Yes; vaguely... there was some (string) message format that you could manually stitch together with the right IP and port, etc, and basically tell the browser's WebRTC implementation "other client is on this IP and port". I seem to have deleted this code unfortunately, the only thing I saved is this link:

https://github.com/cjb/serverless-webrtc/

EDIT:

Aha! I based my code on: https://github.com/js-platform/node-webrtc/blob/develop/exam...

> there was no depending on external services, which at the time put WebRTC out of the picture (all of the easy to use implementations required internet access to use existing signaling services)

See: https://github.com/cjb/serverless-webrtc

That's a good rough demo of how WebRTC connections can still be established with the ask/offers being conveyed out-of-band.

To make it a little more friendly for tablets (and to accomplish before messages expire) I'd think QR codes would be a reasonable way of passing the data without depending on an external service.

There could also be some extraneous information that can be stripped to save on the amount of data you pass between peers so that the QR code isn't excessively gross (see: https://webrtchacks.com/the-minimum-viable-sdp/)

Dude. You're really focusing on the wrong thing here. No one is lying or attempting to deceive. At worst, the term is being used loosely - at worst. At best it's only referring to the portion of the work that happens during "multi player".

I get your frustration with software development jargon but this seems like an odd choice to attack.

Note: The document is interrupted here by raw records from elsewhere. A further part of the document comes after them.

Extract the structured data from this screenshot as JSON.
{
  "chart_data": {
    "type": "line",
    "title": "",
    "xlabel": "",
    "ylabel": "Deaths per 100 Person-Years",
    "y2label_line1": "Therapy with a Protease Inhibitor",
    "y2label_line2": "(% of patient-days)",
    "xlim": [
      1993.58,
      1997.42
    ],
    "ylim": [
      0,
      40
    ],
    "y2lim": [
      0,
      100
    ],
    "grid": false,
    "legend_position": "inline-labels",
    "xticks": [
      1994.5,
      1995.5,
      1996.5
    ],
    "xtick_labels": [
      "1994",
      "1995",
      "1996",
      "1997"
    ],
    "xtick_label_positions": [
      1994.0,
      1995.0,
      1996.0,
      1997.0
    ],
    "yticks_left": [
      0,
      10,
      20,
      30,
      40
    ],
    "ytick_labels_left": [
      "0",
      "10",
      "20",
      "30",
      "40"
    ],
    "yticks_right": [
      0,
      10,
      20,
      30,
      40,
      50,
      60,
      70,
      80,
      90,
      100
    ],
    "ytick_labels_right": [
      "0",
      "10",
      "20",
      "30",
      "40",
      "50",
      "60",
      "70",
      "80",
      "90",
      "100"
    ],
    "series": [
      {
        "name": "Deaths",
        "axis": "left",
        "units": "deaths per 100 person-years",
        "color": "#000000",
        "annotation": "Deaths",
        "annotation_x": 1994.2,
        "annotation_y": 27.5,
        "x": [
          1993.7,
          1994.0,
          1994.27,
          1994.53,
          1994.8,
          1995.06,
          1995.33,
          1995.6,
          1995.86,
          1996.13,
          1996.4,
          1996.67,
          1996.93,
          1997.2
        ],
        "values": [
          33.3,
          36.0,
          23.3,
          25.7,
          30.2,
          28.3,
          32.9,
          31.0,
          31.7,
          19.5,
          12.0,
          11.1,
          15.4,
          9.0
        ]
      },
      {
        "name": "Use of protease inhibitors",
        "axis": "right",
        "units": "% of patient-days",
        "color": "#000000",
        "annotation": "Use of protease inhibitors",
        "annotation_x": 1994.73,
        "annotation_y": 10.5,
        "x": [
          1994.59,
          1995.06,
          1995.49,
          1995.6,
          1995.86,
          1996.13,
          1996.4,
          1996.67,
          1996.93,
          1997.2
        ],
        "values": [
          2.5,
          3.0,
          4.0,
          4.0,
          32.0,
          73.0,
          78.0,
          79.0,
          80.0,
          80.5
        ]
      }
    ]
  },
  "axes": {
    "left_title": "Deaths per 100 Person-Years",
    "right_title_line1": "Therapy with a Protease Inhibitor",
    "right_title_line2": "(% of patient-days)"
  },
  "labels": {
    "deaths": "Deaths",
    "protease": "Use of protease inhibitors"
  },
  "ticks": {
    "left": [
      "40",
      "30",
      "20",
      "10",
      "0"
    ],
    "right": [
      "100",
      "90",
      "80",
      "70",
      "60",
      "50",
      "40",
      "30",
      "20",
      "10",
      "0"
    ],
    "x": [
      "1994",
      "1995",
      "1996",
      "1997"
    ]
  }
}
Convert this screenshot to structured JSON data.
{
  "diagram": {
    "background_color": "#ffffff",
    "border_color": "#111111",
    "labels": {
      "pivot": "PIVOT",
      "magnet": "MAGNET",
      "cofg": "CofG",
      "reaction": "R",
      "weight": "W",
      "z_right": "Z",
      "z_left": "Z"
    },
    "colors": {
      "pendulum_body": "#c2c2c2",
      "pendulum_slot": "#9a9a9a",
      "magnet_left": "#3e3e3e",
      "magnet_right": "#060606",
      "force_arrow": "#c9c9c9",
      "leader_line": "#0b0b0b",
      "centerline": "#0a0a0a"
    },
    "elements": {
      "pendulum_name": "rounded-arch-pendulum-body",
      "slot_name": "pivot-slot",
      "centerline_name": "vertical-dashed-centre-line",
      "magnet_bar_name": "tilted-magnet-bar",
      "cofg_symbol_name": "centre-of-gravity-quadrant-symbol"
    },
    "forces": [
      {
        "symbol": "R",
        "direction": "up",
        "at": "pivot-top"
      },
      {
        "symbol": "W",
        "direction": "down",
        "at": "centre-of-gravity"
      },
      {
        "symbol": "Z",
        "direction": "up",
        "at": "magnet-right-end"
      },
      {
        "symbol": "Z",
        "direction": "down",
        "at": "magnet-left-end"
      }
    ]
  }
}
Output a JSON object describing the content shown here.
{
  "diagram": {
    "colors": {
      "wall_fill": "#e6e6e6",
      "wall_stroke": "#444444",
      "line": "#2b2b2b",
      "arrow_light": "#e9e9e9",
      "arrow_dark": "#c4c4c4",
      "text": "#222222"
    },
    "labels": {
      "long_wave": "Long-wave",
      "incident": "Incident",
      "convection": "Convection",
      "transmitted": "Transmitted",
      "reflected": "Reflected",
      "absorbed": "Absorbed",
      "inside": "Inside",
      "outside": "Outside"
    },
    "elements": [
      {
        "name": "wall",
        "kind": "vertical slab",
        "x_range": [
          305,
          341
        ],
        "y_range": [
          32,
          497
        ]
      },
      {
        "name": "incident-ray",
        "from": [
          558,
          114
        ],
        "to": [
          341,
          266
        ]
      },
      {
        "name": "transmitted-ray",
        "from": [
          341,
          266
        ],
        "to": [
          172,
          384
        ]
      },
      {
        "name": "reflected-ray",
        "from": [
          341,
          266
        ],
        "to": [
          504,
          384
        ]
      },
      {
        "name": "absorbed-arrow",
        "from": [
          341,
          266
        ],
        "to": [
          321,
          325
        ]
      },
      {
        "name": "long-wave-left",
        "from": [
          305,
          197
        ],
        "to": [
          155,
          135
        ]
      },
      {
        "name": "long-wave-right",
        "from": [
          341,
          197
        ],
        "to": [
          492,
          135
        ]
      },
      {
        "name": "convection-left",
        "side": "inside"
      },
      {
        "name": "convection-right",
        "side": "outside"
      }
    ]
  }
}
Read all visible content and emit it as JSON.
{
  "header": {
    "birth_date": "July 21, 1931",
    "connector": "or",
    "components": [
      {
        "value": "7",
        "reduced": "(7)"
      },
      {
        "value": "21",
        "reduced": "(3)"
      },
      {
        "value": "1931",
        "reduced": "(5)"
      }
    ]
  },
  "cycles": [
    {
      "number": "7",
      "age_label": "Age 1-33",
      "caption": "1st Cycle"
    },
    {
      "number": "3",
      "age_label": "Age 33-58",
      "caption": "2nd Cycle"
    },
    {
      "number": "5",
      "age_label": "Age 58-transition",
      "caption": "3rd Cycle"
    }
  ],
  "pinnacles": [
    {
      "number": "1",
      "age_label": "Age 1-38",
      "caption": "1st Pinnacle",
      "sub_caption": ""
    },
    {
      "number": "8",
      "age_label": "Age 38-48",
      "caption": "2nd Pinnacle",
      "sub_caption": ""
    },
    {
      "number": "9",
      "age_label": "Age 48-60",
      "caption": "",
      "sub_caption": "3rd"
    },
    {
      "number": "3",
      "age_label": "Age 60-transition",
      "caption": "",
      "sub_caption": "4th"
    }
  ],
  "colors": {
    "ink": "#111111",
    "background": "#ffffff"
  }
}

And to two of your points, here's a version that is "serverless", and can run completely from the file system.

https://github.com/cjb/serverless-webrtc

But is it truly "serverless"? I mean the file system is serving the file up to the browser!

C'mon.

Oh, and in case you were going to point out that there's a server involved in the link I posted because, "the WebRTC offer/answer exchange is performed manually by the users, for example via IM", (emphasis mine) - the information could just as easily be written on a piece of paper and exchanged via carrier pigeon. The pigeon may still technically be a server, in an architectural sense I suppose, but hopefully at that point you'd agree we're taking the argument past the point of any sensibility.

Yes, but that's not the point here. The point is getting the code that knows what to do with the WebRTC connection.

Since you asked: https://github.com/cjb/serverless-webrtc/

Have you looked into WebRTC much? It supports arbitrary (text or binary) data transfer between browsers, in both TCP-like and UDP-like modes, with inbuilt NAT-busting (both STUN and TURN). It does NAT-busting rather than VPN, so it's faster than either Tor or a VPN.

So if the reason you wanted NAT traversal was "my (browser|game|filesystem) wants to share data with someone else's", WebRTC is a far easier answer, and is now available to most browsers[1] without extra software installs. It does involve a privacy loss of your connection details to the STUN/TURN server, but the signaling server cannot decrypt your (DTLS) communication.

If the reason you want a global LAN isn't those things, what is it?